Festival of the Bluegrass


The Festival of the Bluegrass, located in Lexington, Kentucky, is the oldest bluegrass music festival in the bluegrass region of Kentucky. The festival takes place the first full weekend of June each year. The Festival of the Bluegrass helped shape the early bluegrass festival culture.
The Cornett family of Georgetown, Kentucky, began the festival in 1974 with The Festival of the Bluegrass, which was named by Raymond K. McLain. The first festival stage was a farm wagon with a tarp for shelter. The fans also used a tarp as shelter from the terrible thunderstorms the first day of the festival. This first festival was held on Walnut Hall Farm, part of which is now the Kentucky Horse Park just on the north side of Lexington. Later the festival was moved to Masterson Station Park, a Lexington city park, for initially two years. However, the festival did not move back to the Horse Park until the seventeenth year, by which time the Horse Park was fully developed with a suitable campground. The annual event is a traditional bluegrass festival dedicated to preserving bluegrass music.
Since 1998, the festival consists of three stages of music and incorporates a music camp designed to teach bluegrass music to school-age children. In 2007 the festival received the International Bluegrass Music Association's Event of the Year award.
In 2013, the weekend Festival of the Bluegrass will be following up a weeklong celebration in Lexington, "Best of Bluegrass".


▶ _AIM OF THE EXERCISE_:
The entries below contain pictures, which are to be left out; write out exactly, and only, the lines from the line with "Image is 868x403 pixels." up to and including the line with "Image is 694x368 pixels.".

▶ _INPUT_:
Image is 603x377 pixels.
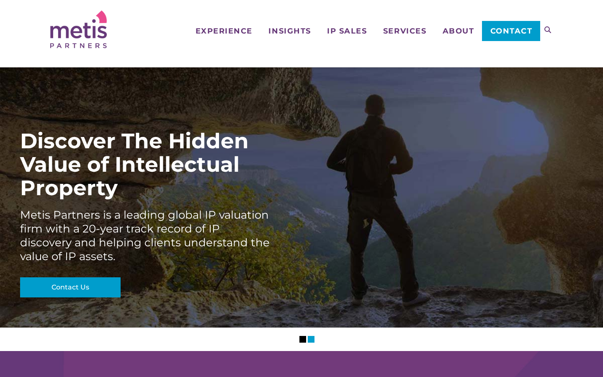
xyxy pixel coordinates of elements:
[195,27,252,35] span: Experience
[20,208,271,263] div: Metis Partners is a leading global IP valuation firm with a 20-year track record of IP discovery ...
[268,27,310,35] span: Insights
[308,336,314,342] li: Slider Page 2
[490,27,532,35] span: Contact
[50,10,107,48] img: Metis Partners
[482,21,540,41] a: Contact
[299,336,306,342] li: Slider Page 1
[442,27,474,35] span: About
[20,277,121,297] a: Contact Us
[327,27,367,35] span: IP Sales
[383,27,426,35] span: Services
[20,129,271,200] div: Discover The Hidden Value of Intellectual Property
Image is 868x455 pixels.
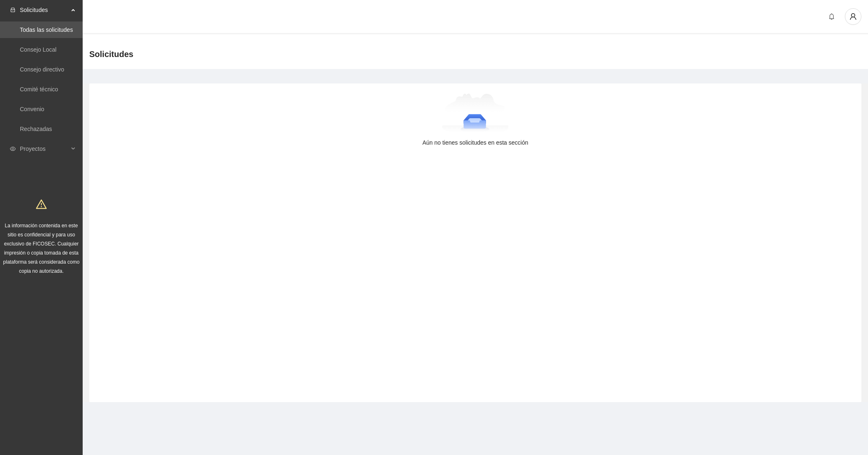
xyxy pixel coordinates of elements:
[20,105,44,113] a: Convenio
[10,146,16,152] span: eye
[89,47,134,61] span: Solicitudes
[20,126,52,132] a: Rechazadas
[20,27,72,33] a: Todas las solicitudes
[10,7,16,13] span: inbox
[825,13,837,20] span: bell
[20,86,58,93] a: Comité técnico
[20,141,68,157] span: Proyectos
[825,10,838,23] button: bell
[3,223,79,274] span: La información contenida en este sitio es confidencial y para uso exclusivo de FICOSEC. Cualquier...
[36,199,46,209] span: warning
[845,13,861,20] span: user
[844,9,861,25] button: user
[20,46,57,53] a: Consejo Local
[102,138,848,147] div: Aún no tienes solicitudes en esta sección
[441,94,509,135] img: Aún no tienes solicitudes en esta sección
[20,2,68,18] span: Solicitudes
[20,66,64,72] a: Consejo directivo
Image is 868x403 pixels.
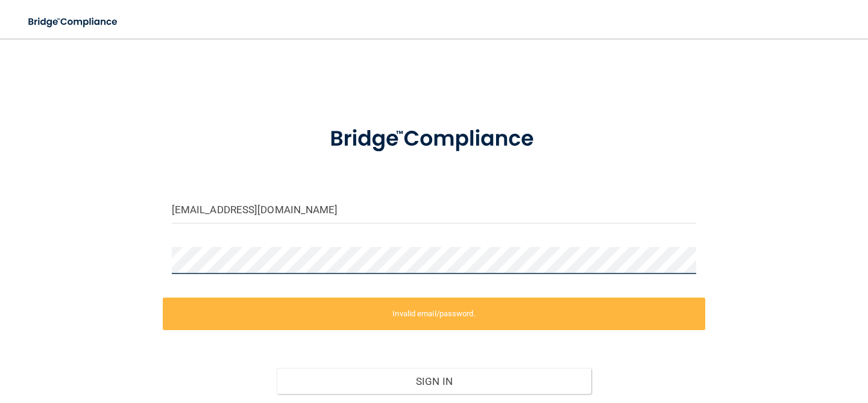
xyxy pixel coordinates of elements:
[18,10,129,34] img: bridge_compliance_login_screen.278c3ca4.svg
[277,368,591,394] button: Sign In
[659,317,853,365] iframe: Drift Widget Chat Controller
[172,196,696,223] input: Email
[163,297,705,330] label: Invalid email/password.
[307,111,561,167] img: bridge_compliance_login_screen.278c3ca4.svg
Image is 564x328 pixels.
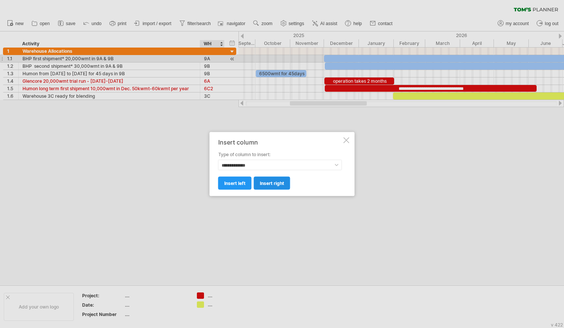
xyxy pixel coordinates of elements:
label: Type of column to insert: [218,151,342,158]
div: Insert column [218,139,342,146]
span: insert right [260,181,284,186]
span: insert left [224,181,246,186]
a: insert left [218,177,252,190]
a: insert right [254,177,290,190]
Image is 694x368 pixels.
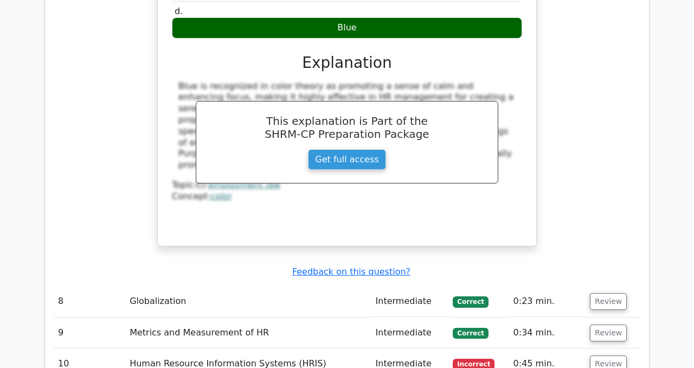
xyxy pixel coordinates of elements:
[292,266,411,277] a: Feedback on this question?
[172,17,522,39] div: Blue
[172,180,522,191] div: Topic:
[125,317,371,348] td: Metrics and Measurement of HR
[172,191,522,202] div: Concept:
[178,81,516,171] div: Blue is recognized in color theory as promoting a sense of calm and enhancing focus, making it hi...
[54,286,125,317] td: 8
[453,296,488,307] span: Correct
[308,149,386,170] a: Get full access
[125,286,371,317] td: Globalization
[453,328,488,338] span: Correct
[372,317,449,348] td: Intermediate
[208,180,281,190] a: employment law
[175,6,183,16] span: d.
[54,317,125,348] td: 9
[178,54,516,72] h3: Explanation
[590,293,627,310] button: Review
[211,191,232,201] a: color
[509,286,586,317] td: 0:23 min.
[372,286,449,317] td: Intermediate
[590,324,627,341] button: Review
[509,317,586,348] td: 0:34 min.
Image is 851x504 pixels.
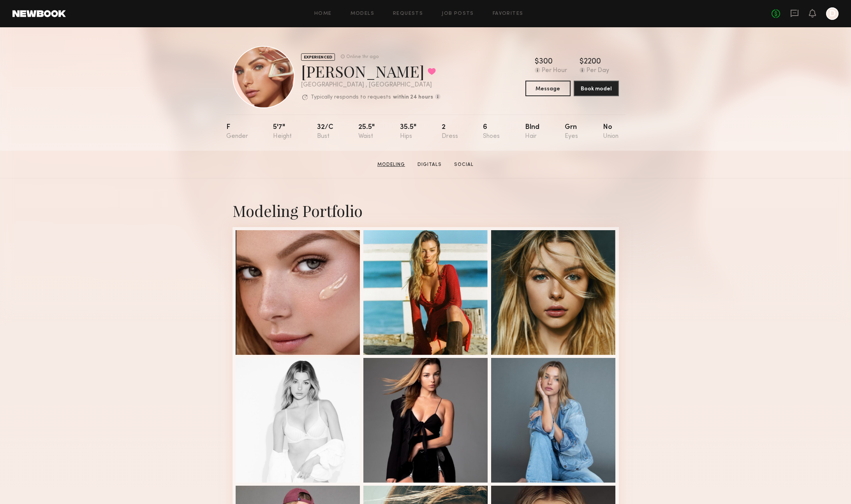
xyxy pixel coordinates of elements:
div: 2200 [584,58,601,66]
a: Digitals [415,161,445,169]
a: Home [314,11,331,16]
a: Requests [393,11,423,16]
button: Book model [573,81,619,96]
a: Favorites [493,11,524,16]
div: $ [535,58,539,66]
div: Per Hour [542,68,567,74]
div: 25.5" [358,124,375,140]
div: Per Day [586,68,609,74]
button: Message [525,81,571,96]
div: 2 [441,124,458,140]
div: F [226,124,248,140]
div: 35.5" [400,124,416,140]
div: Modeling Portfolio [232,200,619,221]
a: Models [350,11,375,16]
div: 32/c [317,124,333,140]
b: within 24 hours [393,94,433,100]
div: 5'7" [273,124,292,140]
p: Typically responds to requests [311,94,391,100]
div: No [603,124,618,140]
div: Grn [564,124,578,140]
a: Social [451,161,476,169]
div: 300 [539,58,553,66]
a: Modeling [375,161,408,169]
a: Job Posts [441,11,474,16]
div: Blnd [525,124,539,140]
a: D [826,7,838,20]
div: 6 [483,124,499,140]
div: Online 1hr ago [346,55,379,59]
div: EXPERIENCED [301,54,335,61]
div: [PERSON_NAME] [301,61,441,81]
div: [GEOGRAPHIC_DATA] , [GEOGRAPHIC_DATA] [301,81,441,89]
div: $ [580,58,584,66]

▶ _WRITTEN SOLUTION_:
Image is 868x403 pixels.
xyxy pixel coordinates of elements:
[18,10,129,34] img: bridge_compliance_login_screen.278c3ca4.svg
[277,368,591,394] button: Sign In
[659,317,853,365] iframe: Drift Widget Chat Controller
[172,196,696,223] input: Email
[163,297,705,330] label: Invalid email/password.
[307,111,561,167] img: bridge_compliance_login_screen.278c3ca4.svg
Image is 564x328 pixels.
xyxy pixel coordinates of elements:
label: Type of column to insert: [218,151,342,158]
div: Insert column [218,139,342,146]
span: insert right [260,181,284,186]
span: insert left [224,181,246,186]
a: insert left [218,177,252,190]
a: insert right [254,177,290,190]
Image is 694x368 pixels.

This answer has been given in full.